Universal Records to create the Universal Motown Records and placed under the newly created umbrella division of Universal Motown Republic Group. Notable artists on Universal Motown included Drake Bell, Ryan Leslie, Melanie Fiona, Kelly Rowland, Forever the Sickest Kids, The Veer Union and Four Year Strong. Motown celebrated its 50th anniversary on January 12, 2009, and celebrated it in Detroit on November 20, 2009, in a black-tie Gala titled "Live It Again!" The event was hosted by Sinbad and included Stevie Wonder, Smokey Robinson, the Temptations, Aretha Franklin and Kid Rock.[27][28]

Relaunch: 2011–present

In mid-2011, Universal Motown reverted to the Motown brand after having been separated from Universal Motown Republic Group, hired Ethiopia Habtemariam as its Senior Vice President, and operated under The Island Def Jam Music Group.[5][7] Artists from Universal Motown were transferred to the newly revitalized Motown label.[6] On January 25, 2012, it was announced that Ne-Yo would join the Motown label both as an artist as well as the new Senior Vice President of A&R.[29][30] On April 1, 2014, it was announced that Island Def Jam would no longer be running following the resignation of CEO Barry Weiss. A press release sent out by Universal Music Group announced that the label would now be reorganizing Def Jam Recordings, Island Records and Motown Records all as separate entities.[31] Motown would then begin serving as a subsidiary of Capitol Records.[32] In late 2018, Motown began celebrating its 60th anniversary by reissuing numerous albums from their catalog.
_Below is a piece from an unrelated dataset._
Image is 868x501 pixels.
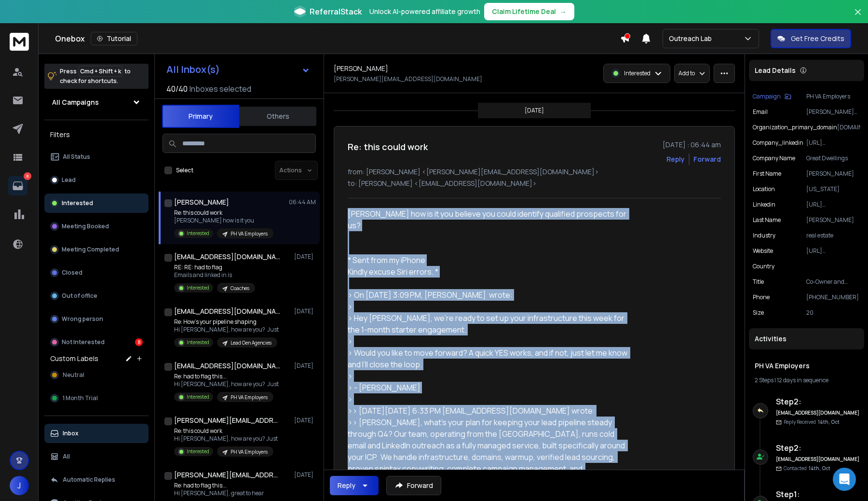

Motown UK launched in September 2020 under Universal UK's EMI Records (formerly Virgin EMI Records) division.[33]

Roster

See also: List of Motown artists

Current

Artists Year signed Releases (under the label) Notes
Erykah Badu 2000 6
Kem 2003 6
Ne-Yo 2012 5 Jointly with Compound
Lil Yachty 2016 8 Jointly with Quality Control Music and Capitol Records
Offset 2017 2 Jointly with YRN The Label (formerly with Quality Control Music and Capitol Records)
Quavo 3 Jointly with YRN The Label, Quality Control Music (formerly with Capitol Records)
Takeoff 2
Migos 2
City Girls 2018 2 Jointly with Quality Control Music and Capitol Records
Lil Baby[34] 4
Bree Runway 2019 1 Jointly with Motown UK and EMI
Layton Greene 1 Jointly with Quality Control
Emanuel[35] 2020 1 Jointly with Universal Music Canada
Joy Denalane 1
TheHxliday[36] 2
Ted When[37] 2 Jointly with Blacksmith Entertainment
Tiana Major9 3 Jointly with Zero Point Nine
Tiwa Savage 1 Jointly with Universal Music South Africa
Bankroll Freddie 2021 2 Jointly with Quality Control
Duke Deuce[38] 3
Vince Staples 2 Jointly with Blacksmith
Hd4president[39] 2 Jointly with The Affiliate Nation
Malachiii[40] 1 Jointly with You'll Find Out
DQ 1 Jointly with Puzzlepiece and Zoe Boi
Meechy Baby[41] 2 Jointly with Never Broke Again
Brandy[42] 2022 1 (singles) Jointly with Brand Nu
Diddy[43] 2 (singles) Jointly with Love Records
Lakeyah[44] 2 Jointly with Quality Control
Leon Thomas III[45] 3 (singles) Jointly with EZMNY Records
P Yungin[46] 2 Jointly with Never Broke Again
Smino[47] 2 Jointly with Zero Fatigue
YoungBoy Never Broke Again[48] 2023 3 Jointly with Never Broke Again
NOBY[49] 1 (singles)

Motown sound

Motown specialized in a type of soul music it referred to with the

back beat, prominent and often melodic electric bass-guitar lines, distinctive melodic and chord structures, and a call-and-response singing style that originated in gospel music. In 1971, Jon Landau wrote in Rolling Stone that the sound consisted of songs with simple structures but sophisticated melodies, along with a four-beat drum pattern, regular use of horns and strings, and "a trebly style of mixing that relied heavily on electronic limiting and equalizing (boosting the high range frequencies) to give the overall product a distinctive sound, particularly effective for broadcast over AM radio".[51] Pop production techniques such as the use of orchestral string sections, charted horn sections, and carefully arranged background vocals were also used. Complex arrangements and elaborate, melismatic vocal riffs were avoided.[52] Motown producers believed steadfastly in the "KISS principle" (keep it simple, stupid).[53]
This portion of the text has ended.